The sleek hospital tower that Johns Hopkins Medicine built in 2012 has the
frills
As Dr. Zishan Siddiqui watched patients and some fellow physicians in Baltimore move from their decades-old building into the
Sheikh Zayed Tower
For decades, hospital executives across the country have justified
expensive renovation and expansion projects
Siddiqui's study,
published this month
Siddiqui discovered that for the most part, patients' assessments of the quality of the clinical care they received did not improve any more than they did for patients treated in the older Hopkins building, which had remained open. Units there were constructed as early as 1913 and as late as 1980, Hopkins officials said. They functioned as the control group in the study, since a hospital's satisfaction scores often change over time even when a hospital's physical environment remains constant.
The study used the responses both to Medicare-mandated surveys and private ones from Press Ganey, a consulting company that administers surveys. In the study, Hopkins patient ratings about the cleanliness and quiet in new tower's rooms—elements Medicare uses in setting pay—soared, as did views on the pleasantness of the décor and comfort of the accommodations. But patient opinions about their actual care – such as the communication skills of doctors, nurses and staff — didn't rise any higher than they did in the older building.
"Despite the widespread belief among healthcare leadership that facility renovation or expansion is a vital strategy for improving patient satisfaction, our study shows that this may not be a dominant factor," Siddiqui and his fellow authors wrote.
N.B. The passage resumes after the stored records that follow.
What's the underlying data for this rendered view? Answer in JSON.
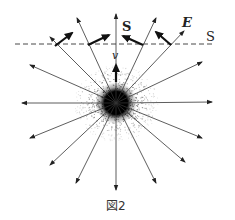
{
  "figure": {
    "caption": "図2",
    "labels": {
      "poynting": "S",
      "electric_field": "E",
      "velocity": "v",
      "surface": "S"
    },
    "colors": {
      "ink": "#222222",
      "background": "#ffffff"
    },
    "center": [
      116,
      103
    ],
    "blob_radius": 11,
    "radial_arrow_tips": [
      [
        116,
        14
      ],
      [
        77,
        18
      ],
      [
        156,
        18
      ],
      [
        50,
        37
      ],
      [
        184,
        31
      ],
      [
        30,
        65
      ],
      [
        202,
        62
      ],
      [
        22,
        103
      ],
      [
        212,
        102
      ],
      [
        30,
        138
      ],
      [
        202,
        138
      ],
      [
        50,
        165
      ],
      [
        185,
        162
      ],
      [
        76,
        183
      ],
      [
        156,
        183
      ],
      [
        116,
        190
      ]
    ],
    "surface_line": {
      "x1": 15,
      "x2": 215,
      "y": 44
    },
    "thick_arrows": [
      {
        "from": [
          55,
          46
        ],
        "to": [
          72,
          33
        ]
      },
      {
        "from": [
          88,
          45
        ],
        "to": [
          109,
          35
        ]
      },
      {
        "from": [
          143,
          45
        ],
        "to": [
          123,
          36
        ]
      },
      {
        "from": [
          171,
          45
        ],
        "to": [
          156,
          32
        ]
      }
    ],
    "velocity_arrow": {
      "from": [
        116,
        82
      ],
      "to": [
        116,
        65
      ]
    }
  }
}
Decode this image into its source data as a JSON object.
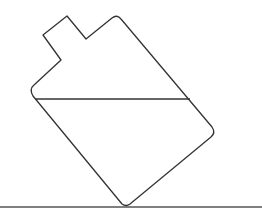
{
  "diagram": {
    "colors": {
      "background": "#ffffff",
      "stroke": "#333333",
      "ground": "#555555"
    },
    "elements": [
      {
        "name": "container-outline",
        "type": "closed-path"
      },
      {
        "name": "liquid-surface-line",
        "type": "horizontal-line"
      },
      {
        "name": "ground-line",
        "type": "horizontal-line"
      }
    ]
  }
}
The study's results were startling because previous studies have found that patients in older hospital buildings give lower scores on the quality of their care. Hospital executives
have noticed it anecdotally
Newer buildings allow for some medical benefits, such as better organized nursing stations and private rooms that protect against the spread of infectious bacteria and diseases. But some hospital leaders excuse low patient ratings by blaming the physical environment. The Hopkins researchers said their study showed that "hospitals should not use outdated facilities as an excuse for achievement of suboptimal satisfaction scores."